▶ _Try it_
Each record below should be given again exactly as it reads.

[[ Task data, beginning ]]

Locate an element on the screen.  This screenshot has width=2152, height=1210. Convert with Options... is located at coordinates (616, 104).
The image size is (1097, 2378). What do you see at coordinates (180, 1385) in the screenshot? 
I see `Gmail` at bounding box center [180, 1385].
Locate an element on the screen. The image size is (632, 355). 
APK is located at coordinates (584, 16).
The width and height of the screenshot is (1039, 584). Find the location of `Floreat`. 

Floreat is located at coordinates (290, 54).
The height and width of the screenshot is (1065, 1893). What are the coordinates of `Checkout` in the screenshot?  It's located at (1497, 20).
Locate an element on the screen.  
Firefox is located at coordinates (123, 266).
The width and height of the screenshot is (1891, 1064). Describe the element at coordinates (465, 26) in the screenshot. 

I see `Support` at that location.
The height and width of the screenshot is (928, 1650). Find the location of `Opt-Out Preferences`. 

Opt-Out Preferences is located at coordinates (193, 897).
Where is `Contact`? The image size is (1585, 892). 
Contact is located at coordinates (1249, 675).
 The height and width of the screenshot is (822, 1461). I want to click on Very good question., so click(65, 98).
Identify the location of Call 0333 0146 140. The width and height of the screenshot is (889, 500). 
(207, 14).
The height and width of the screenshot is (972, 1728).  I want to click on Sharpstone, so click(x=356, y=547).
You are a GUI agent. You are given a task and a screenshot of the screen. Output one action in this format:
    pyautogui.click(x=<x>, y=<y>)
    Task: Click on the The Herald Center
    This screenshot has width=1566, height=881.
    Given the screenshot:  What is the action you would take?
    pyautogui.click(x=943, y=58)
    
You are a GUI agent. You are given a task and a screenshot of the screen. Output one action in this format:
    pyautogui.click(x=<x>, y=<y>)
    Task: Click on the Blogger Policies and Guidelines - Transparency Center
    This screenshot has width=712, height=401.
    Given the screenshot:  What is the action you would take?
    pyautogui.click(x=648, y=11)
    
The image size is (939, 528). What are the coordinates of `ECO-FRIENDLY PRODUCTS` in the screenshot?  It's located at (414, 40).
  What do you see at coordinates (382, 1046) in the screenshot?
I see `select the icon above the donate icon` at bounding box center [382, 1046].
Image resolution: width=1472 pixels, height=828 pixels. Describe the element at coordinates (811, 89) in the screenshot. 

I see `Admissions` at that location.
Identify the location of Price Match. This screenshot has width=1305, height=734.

[[ Task data, end ]]

▶ _Response box_
Locate an element on the screen.  This screenshot has width=2152, height=1210. Convert with Options... is located at coordinates (616, 104).
The image size is (1097, 2378). What do you see at coordinates (180, 1385) in the screenshot? 
I see `Gmail` at bounding box center [180, 1385].
Locate an element on the screen. The image size is (632, 355). 
APK is located at coordinates (584, 16).
The width and height of the screenshot is (1039, 584). Find the location of `Floreat`. 

Floreat is located at coordinates (290, 54).
The height and width of the screenshot is (1065, 1893). What are the coordinates of `Checkout` in the screenshot?  It's located at (1497, 20).
Locate an element on the screen.  
Firefox is located at coordinates (123, 266).
The width and height of the screenshot is (1891, 1064). Describe the element at coordinates (465, 26) in the screenshot. 

I see `Support` at that location.
The height and width of the screenshot is (928, 1650). Find the location of `Opt-Out Preferences`. 

Opt-Out Preferences is located at coordinates (193, 897).
Where is `Contact`? The image size is (1585, 892). 
Contact is located at coordinates (1249, 675).
 The height and width of the screenshot is (822, 1461). I want to click on Very good question., so click(65, 98).
Identify the location of Call 0333 0146 140. The width and height of the screenshot is (889, 500). 
(207, 14).
The height and width of the screenshot is (972, 1728).  I want to click on Sharpstone, so click(x=356, y=547).
You are a GUI agent. You are given a task and a screenshot of the screen. Output one action in this format:
    pyautogui.click(x=<x>, y=<y>)
    Task: Click on the The Herald Center
    This screenshot has width=1566, height=881.
    Given the screenshot:  What is the action you would take?
    pyautogui.click(x=943, y=58)
    
You are a GUI agent. You are given a task and a screenshot of the screen. Output one action in this format:
    pyautogui.click(x=<x>, y=<y>)
    Task: Click on the Blogger Policies and Guidelines - Transparency Center
    This screenshot has width=712, height=401.
    Given the screenshot:  What is the action you would take?
    pyautogui.click(x=648, y=11)
    
The image size is (939, 528). What are the coordinates of `ECO-FRIENDLY PRODUCTS` in the screenshot?  It's located at (414, 40).
  What do you see at coordinates (382, 1046) in the screenshot?
I see `select the icon above the donate icon` at bounding box center [382, 1046].
Image resolution: width=1472 pixels, height=828 pixels. Describe the element at coordinates (811, 89) in the screenshot. 

I see `Admissions` at that location.
Identify the location of Price Match. This screenshot has width=1305, height=734.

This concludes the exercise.